Because he had forgiven Fox – in as much as he had the right to forgive anyone – just as he forgave the part of the man, tortured beyond recognition, that still lived in Cyborg Ninja's metal husk.

Snake forgave Frank Jaeger and then watched him die for a second time, for the last time. At Shadow Moses he saw that little bit of life, corrupted by electronics and experiments, extinguished, and in that moment he felt something for Fox.

Certainly he felt more then than when Meryl left him – her face hurt and angry, holding back tears as she imagined good soldiers did. She could not understand that good soldiers don't cry in the first place, but he saw no reason to tell her so as she stormed out.

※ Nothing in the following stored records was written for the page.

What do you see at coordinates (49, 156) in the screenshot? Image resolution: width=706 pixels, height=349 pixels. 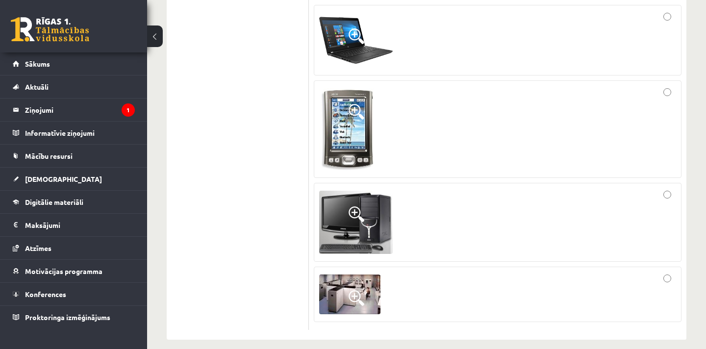 I see `span: Mācību resursi` at bounding box center [49, 156].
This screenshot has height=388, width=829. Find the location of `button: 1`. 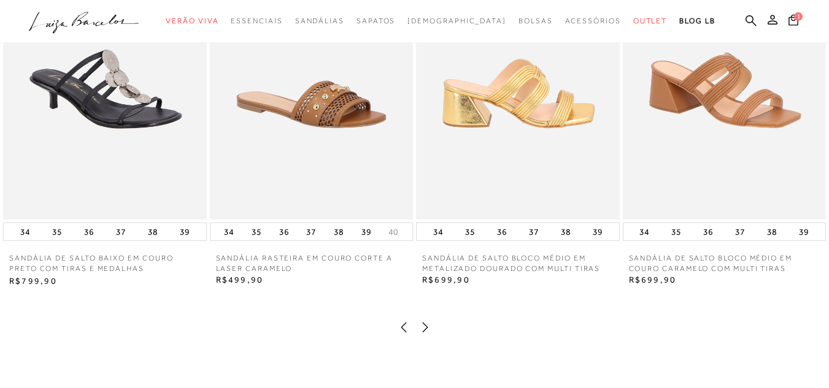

It would do no good, and at least she knew enough to leave him. After only a few short months she realized that he did not have what she expected or needed, though he never made any pretense to the contrary.

Meryl left, and he watched her go without a single feeling, good or ill, toward her. Although he wanted to feel something, anything, he remained empty – a good little soldier. Snake never loved Frank as he tried to love Meryl, but somehow his buddy still meant more.

When Fox died, he did not feel regret or love; those were intricate emotions that required a depth of feeling and layers of humanity that Snake simply did not have. Although Frank was a buddycomradeloverfriendname, what he felt was not so complex as a full-fledged emotion.

Instead it struck, primitive and straightforward, like an unspoken rule of FOXHOUND that even the dumbest soldier, the most naive agent, could understand. With Frank's death Snake felt loss – nothing more but also nothing less.

He felt something, and that moved him one step closer to humanity – one more hole in his already battered facade of a soldier. FOXHOUND had understood what it meant to fuck your buddies; you end up fucking yourself as well.

Snake wasn't a hero and by fucking his buddies, maybe he wasn't much of a soldier either.